A smack on the cheek brought the color to his face, and the tears to his eyes. "No, I won't, mudda. I won't say you stole me, or that my name is—" oddly enough he had caught it—"or that my name is Whitelaw. My name is Tom Coburn, and I'm your little boy."

Rushing at her in the big outpouring of his love, he threw his arms about her and cried against her waist. He cried so seldom that his grief drove her to one of her paroxysms of repentance. Her self-reproaches abating, all she could do to comfort him was to promise him a book, and begin to teach him to read.

The book was procured two days later, and by a method new to him. Doubtless some other means could have been adopted, but the necessity for sparing pennies had become imperative. Moreover, she had never willingly looked at print since the day when she opened a paper to find that, without knowing who she was, all the forces of the country had been organized against her.

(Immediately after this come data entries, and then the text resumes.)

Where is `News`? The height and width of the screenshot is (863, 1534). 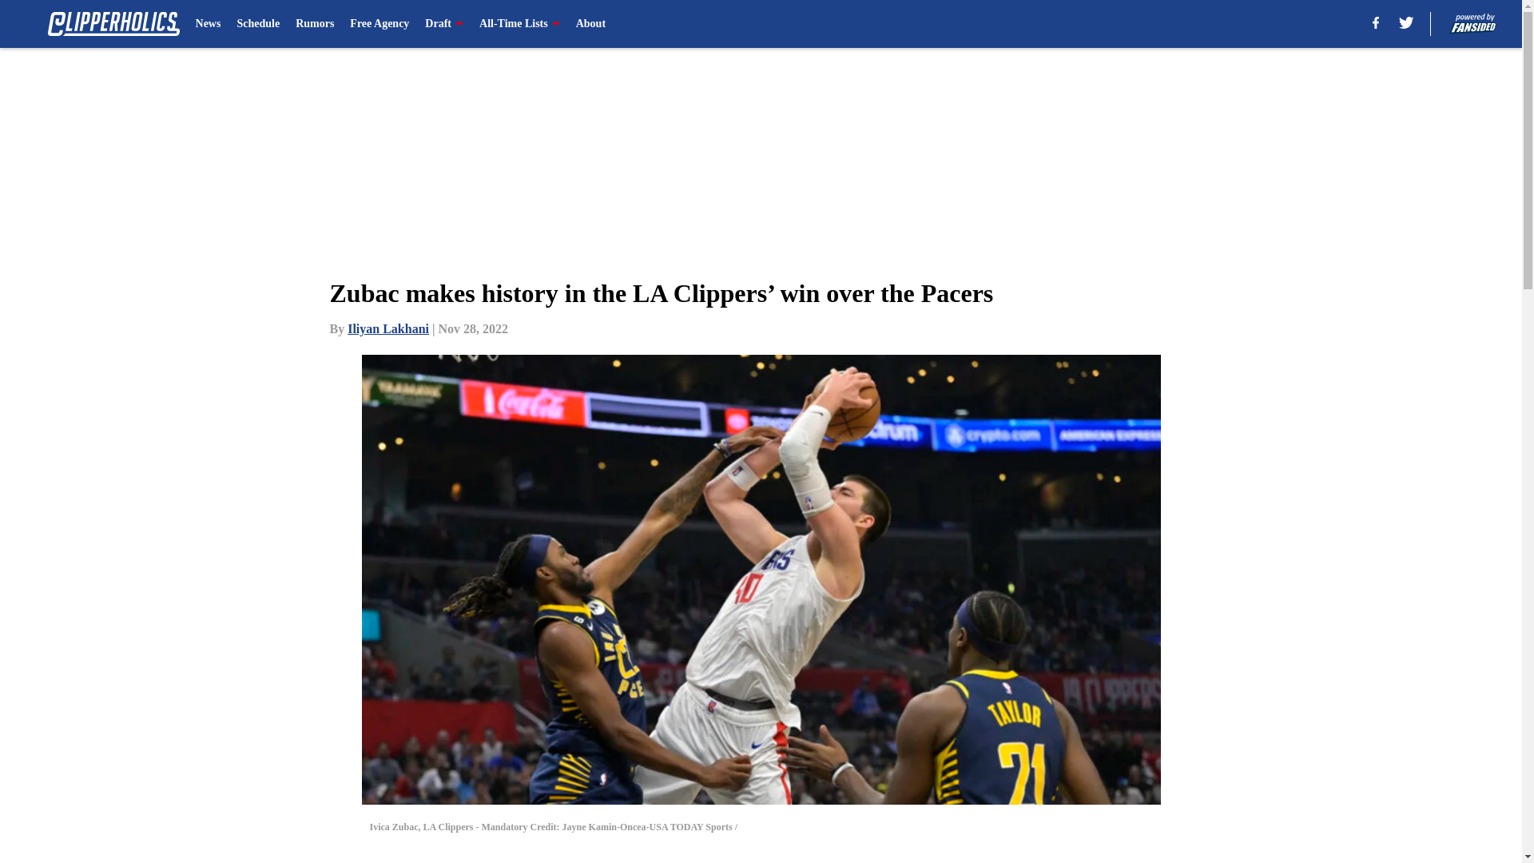 News is located at coordinates (208, 24).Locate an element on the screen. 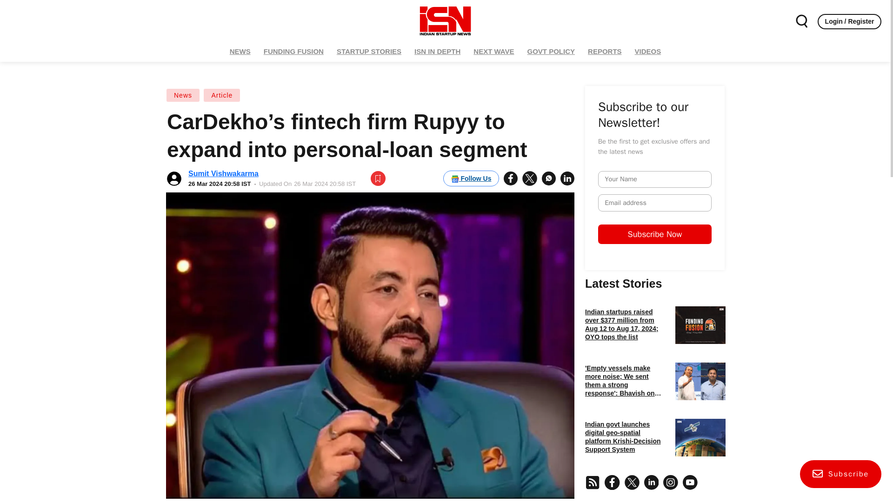  News is located at coordinates (183, 95).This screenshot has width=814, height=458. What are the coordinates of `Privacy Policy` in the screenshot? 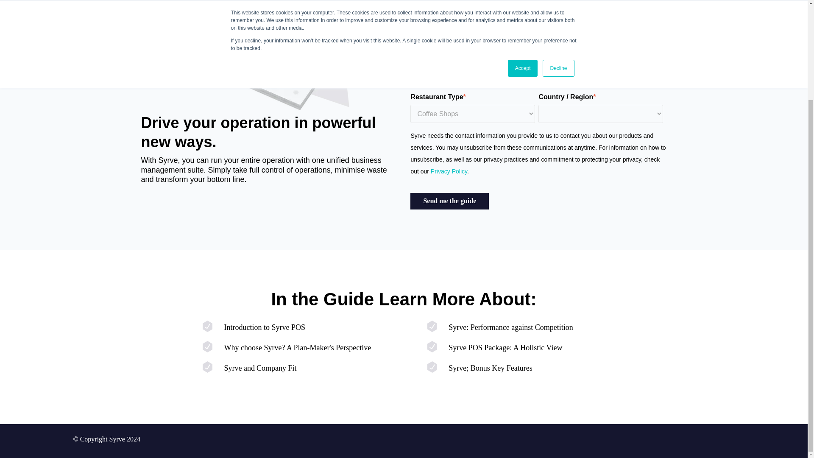 It's located at (447, 171).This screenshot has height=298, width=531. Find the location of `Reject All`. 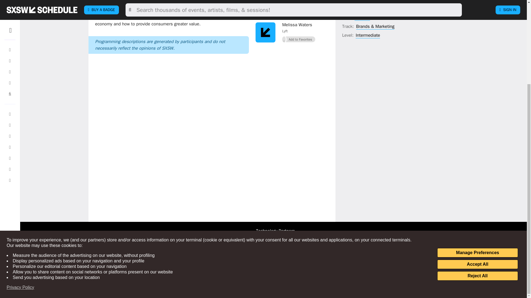

Reject All is located at coordinates (477, 162). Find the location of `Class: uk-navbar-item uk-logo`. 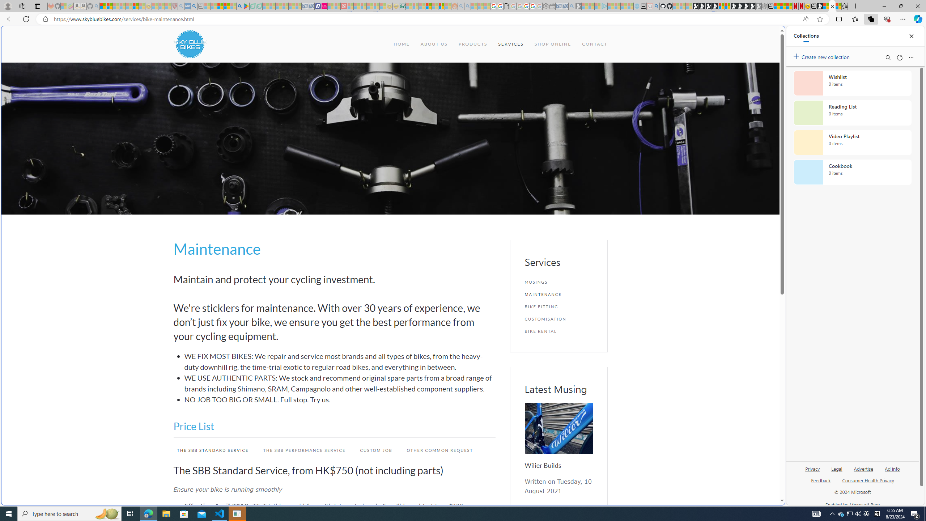

Class: uk-navbar-item uk-logo is located at coordinates (190, 44).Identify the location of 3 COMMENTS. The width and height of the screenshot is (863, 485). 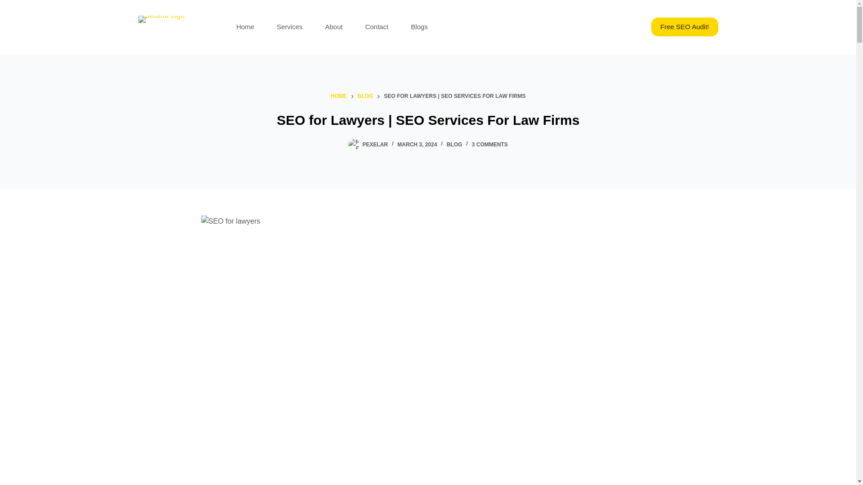
(490, 145).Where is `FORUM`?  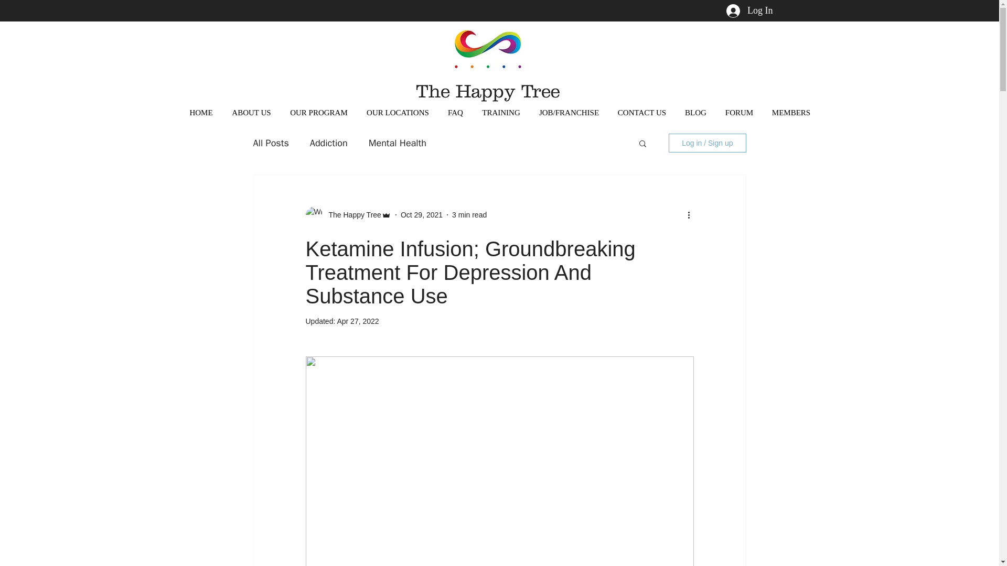
FORUM is located at coordinates (739, 112).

They went out together. After traversing a series of streets he had never been in before they stopped in front of a little shop, in the window of which stationery, ink, wallpaper, rubber bands, and books were arranged in artistic confusion. The impression on the fancy of a little boy already groping toward the treasures of the mind was like that made on the tourist in Dresden by the heaped up riches of the Grüne Gewölbe.

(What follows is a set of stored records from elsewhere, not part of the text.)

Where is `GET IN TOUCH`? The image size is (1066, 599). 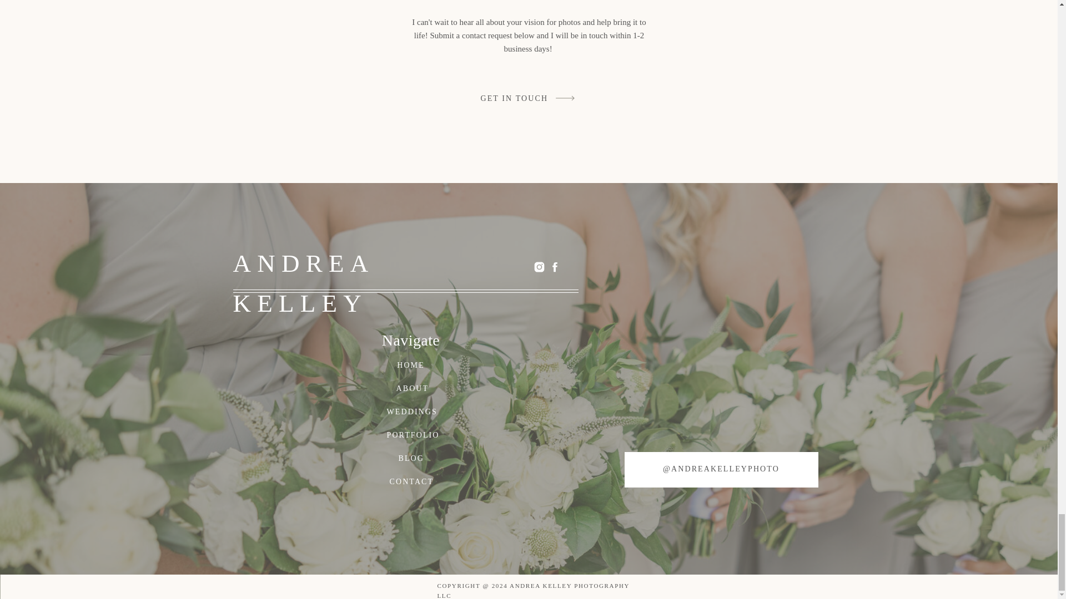 GET IN TOUCH is located at coordinates (515, 98).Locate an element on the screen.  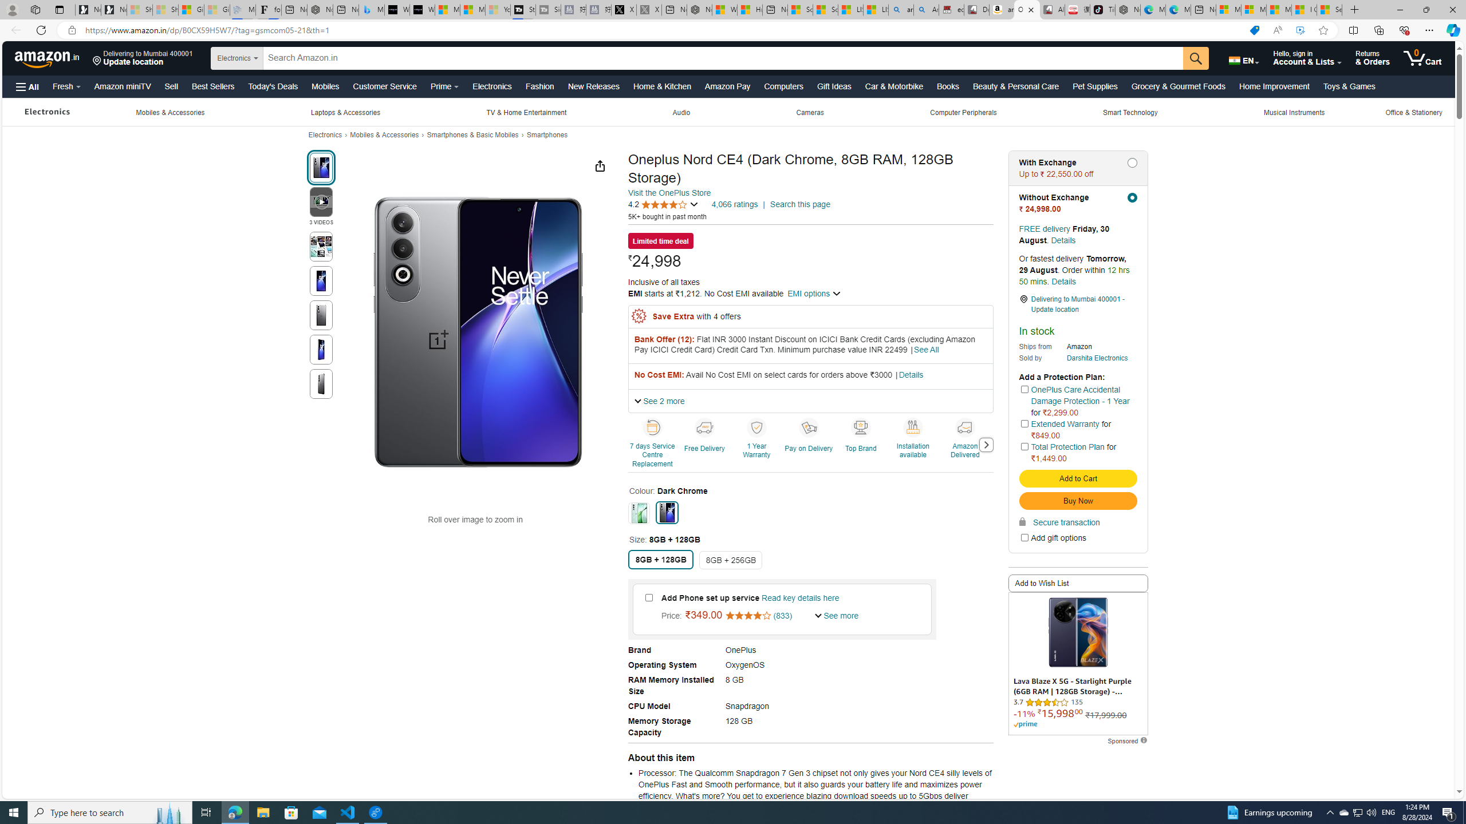
TikTok is located at coordinates (1102, 10). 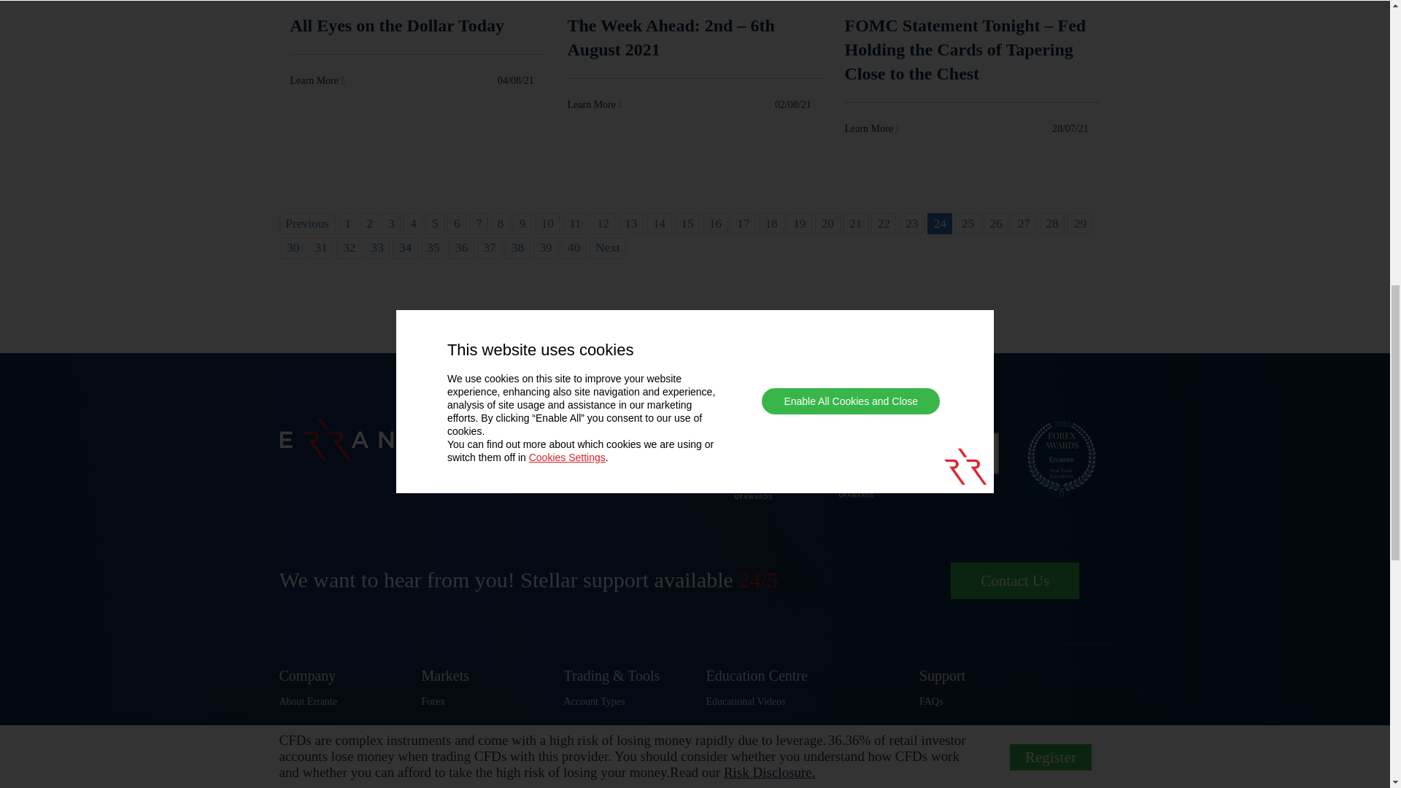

The geography of the shop was explained to him before entering. The stationery counter was on the right as soon as you passed the door. The children's books were opposite, on the left. Books forming a cheap circulating library were back of that, and opposite these, where the shop was dark, were the wallpapers, in small, tight rolls on shelves. She was going to inspect wallpapers. The woman in the shop would exhibit them. He would remain alone in the front part of the shop, and close to the counter with the children's books. He was to keep alert and attentive, waiting for a sign which she would give him. When she turned round in the dark part of the shop, and called out, "Are you all right, darling?" he was to understand it as permissible to slip from the counter any small work on which he could lay his hands, and button it up inside his overcoat. He was to do it quickly, keeping his booty out of sight, and above all saying nothing about it. The plan was exciting, with a savor of adventure and manly incentive to skill.

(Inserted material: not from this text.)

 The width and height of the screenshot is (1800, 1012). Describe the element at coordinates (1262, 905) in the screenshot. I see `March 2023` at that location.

If in the Grüne Gewölbe you were told you could take anything you pleased you would have some of Tom Coburn's sense of enchantment as he stood by the book counter, waiting for the sign. He could see his mother dimly. More dimly still he could follow the movements of the shop-woman eager for a sale. Sample after sample, the wallpapers were unrolled, and hung on an easel where their flowers lighted the obscurity. Even at a distance he could do justice to their beauty, but more captivating than their glories were the wonders at his hand. Pages in which children and animals disported in colors far beyond those of nature were piled in neat little rows, and so tempting that he ached for the signal. He couldn't choose; there was too much to choose from. He would put out his hand without looking, guided by fate.

"Are you all right, darling?"

Curiously to the little boy, the question came just when he himself could perceive that the shop-woman had dived beneath the counter for another example of her wares. All the conditions were propitious. No one was entering the shop; no one was looking through the window. Without knowing the moralities of his act, he understood the need for secrecy. He stretched forth his arm. His fingers touched paper. In the fraction of a fraction of a second the object was within his overcoat, and pressed to his pounding heart.

A few minutes later his mother came smiling and chatting down toward the exit, giving her address, which the shop-woman jotted in a notebook. "I think it will have to be the pale-green background with the roses. The room is darkish, and it would light it up. But I'll decide by to-morrow, and let you know. Yes, that's right. Mrs. F.H. Grover, 321 Blaisdel Avenue. So much obliged to you. Good morning."

Having bowed themselves out they went some yards up the street before the little boy dared to express his new wonderment.